Hacker News new | ask | show | jobs
by kitsuac 3477 days ago
You are still introducing a conditional by detecting the need to subtract, and iterating backward through memory is horrific for cache performance. If you need a specific, non power-of-2 sized buffer, then of course you make that design decision and pay the performance penalty. But I restate it's odd that you weren't even aware of the cost in 1992 as a system level programmer.
5 comments

>iterating backward through memory is horrific for cache performance

This isn't true for Intel chips since Netburst Pentium 4. The hardware prefetchers can handle predicting iterating through an array forwards, backwards, and even strided accesses [0]. The arrays takes up the same number of cache lines in both cases, so going forwards or backwards are still going to have the same number of cache misses.

0: https://software.intel.com/en-us/articles/optimizing-applica...

You don't need a conditional. You can set up a mask using sbb.

                  ; precondition: 0 <= x <= N
                  ; (N is constant)
    mov y, 0      ; set up mask
    cmp x, N-1    ; set carry flag if x >= N
    sbb y, 0      ; subtract 1 from y if carry flag set
    and x, y      ; set x to zero if x == N
The cmov looks better than sbb, but both have data dependencies than a predicted branch wouldn't.
Ahh! Serves me right for reading books from before the 486 :P
The 286/386 didn't have a cache so that wasn't a worry at that time.
>But I restate it's odd that you weren't even aware of the cost in 1992 as a system level programmer.

Costs were very different in the pipelines (or lack thereof) of eighties/early nineties hardware.

Have you tested this recently? I haven't for some years now but performance was identical regardless of direction. Maybe I need to try it again. I'd expect going backwards to be no worse than "not as good" - like say perhaps the prefetching mechanism doesn't cater for this case - but maybe my standards aren't high enough and this is enough to tip things over into the horrific.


=== Work order ===
Write the records out once more. Leave each line exactly as given.

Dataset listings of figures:
════════
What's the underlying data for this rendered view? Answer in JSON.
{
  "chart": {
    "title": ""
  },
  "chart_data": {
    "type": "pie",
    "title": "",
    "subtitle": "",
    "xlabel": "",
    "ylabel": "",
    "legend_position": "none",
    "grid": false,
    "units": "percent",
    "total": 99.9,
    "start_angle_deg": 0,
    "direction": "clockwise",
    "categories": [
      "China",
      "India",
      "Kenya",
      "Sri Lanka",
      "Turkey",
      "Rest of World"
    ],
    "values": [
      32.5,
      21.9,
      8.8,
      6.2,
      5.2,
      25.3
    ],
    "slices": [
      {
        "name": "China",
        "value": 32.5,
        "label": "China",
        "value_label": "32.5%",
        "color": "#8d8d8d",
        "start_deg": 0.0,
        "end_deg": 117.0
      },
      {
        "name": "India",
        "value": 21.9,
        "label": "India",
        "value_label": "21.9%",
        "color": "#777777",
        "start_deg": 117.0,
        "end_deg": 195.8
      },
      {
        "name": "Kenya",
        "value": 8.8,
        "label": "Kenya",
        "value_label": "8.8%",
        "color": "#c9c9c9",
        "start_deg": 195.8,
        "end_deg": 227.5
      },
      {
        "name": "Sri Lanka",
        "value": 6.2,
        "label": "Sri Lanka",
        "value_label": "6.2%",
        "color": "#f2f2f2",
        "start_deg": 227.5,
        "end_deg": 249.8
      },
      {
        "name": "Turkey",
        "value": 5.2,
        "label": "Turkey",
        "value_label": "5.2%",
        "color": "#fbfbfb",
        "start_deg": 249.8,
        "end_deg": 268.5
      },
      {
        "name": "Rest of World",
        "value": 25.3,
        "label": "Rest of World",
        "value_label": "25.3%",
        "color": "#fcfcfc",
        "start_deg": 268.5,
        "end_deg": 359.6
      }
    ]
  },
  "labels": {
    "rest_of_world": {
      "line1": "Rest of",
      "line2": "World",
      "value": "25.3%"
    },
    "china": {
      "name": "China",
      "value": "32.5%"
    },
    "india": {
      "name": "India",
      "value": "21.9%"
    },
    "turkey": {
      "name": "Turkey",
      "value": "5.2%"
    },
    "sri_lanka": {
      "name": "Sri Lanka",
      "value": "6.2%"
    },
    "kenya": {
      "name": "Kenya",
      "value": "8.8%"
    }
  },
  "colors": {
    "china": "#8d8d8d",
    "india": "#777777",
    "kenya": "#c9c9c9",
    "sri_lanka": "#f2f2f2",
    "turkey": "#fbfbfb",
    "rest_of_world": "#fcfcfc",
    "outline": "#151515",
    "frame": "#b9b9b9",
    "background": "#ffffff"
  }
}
════════
=== Answer to this problem ===
What's the underlying data for this rendered view? Answer in JSON.
{
  "chart": {
    "title": ""
  },
  "chart_data": {
    "type": "pie",
    "title": "",
    "subtitle": "",
    "xlabel": "",
    "ylabel": "",
    "legend_position": "none",
    "grid": false,
    "units": "percent",
    "total": 99.9,
    "start_angle_deg": 0,
    "direction": "clockwise",
    "categories": [
      "China",
      "India",
      "Kenya",
      "Sri Lanka",
      "Turkey",
      "Rest of World"
    ],
    "values": [
      32.5,
      21.9,
      8.8,
      6.2,
      5.2,
      25.3
    ],
    "slices": [
      {
        "name": "China",
        "value": 32.5,
        "label": "China",
        "value_label": "32.5%",
        "color": "#8d8d8d",
        "start_deg": 0.0,
        "end_deg": 117.0
      },
      {
        "name": "India",
        "value": 21.9,
        "label": "India",
        "value_label": "21.9%",
        "color": "#777777",
        "start_deg": 117.0,
        "end_deg": 195.8
      },
      {
        "name": "Kenya",
        "value": 8.8,
        "label": "Kenya",
        "value_label": "8.8%",
        "color": "#c9c9c9",
        "start_deg": 195.8,
        "end_deg": 227.5
      },
      {
        "name": "Sri Lanka",
        "value": 6.2,
        "label": "Sri Lanka",
        "value_label": "6.2%",
        "color": "#f2f2f2",
        "start_deg": 227.5,
        "end_deg": 249.8
      },
      {
        "name": "Turkey",
        "value": 5.2,
        "label": "Turkey",
        "value_label": "5.2%",
        "color": "#fbfbfb",
        "start_deg": 249.8,
        "end_deg": 268.5
      },
      {
        "name": "Rest of World",
        "value": 25.3,
        "label": "Rest of World",
        "value_label": "25.3%",
        "color": "#fcfcfc",
        "start_deg": 268.5,
        "end_deg": 359.6
      }
    ]
  },
  "labels": {
    "rest_of_world": {
      "line1": "Rest of",
      "line2": "World",
      "value": "25.3%"
    },
    "china": {
      "name": "China",
      "value": "32.5%"
    },
    "india": {
      "name": "India",
      "value": "21.9%"
    },
    "turkey": {
      "name": "Turkey",
      "value": "5.2%"
    },
    "sri_lanka": {
      "name": "Sri Lanka",
      "value": "6.2%"
    },
    "kenya": {
      "name": "Kenya",
      "value": "8.8%"
    }
  },
  "colors": {
    "china": "#8d8d8d",
    "india": "#777777",
    "kenya": "#c9c9c9",
    "sri_lanka": "#f2f2f2",
    "turkey": "#fbfbfb",
    "rest_of_world": "#fcfcfc",
    "outline": "#151515",
    "frame": "#b9b9b9",
    "background": "#ffffff"
  }
}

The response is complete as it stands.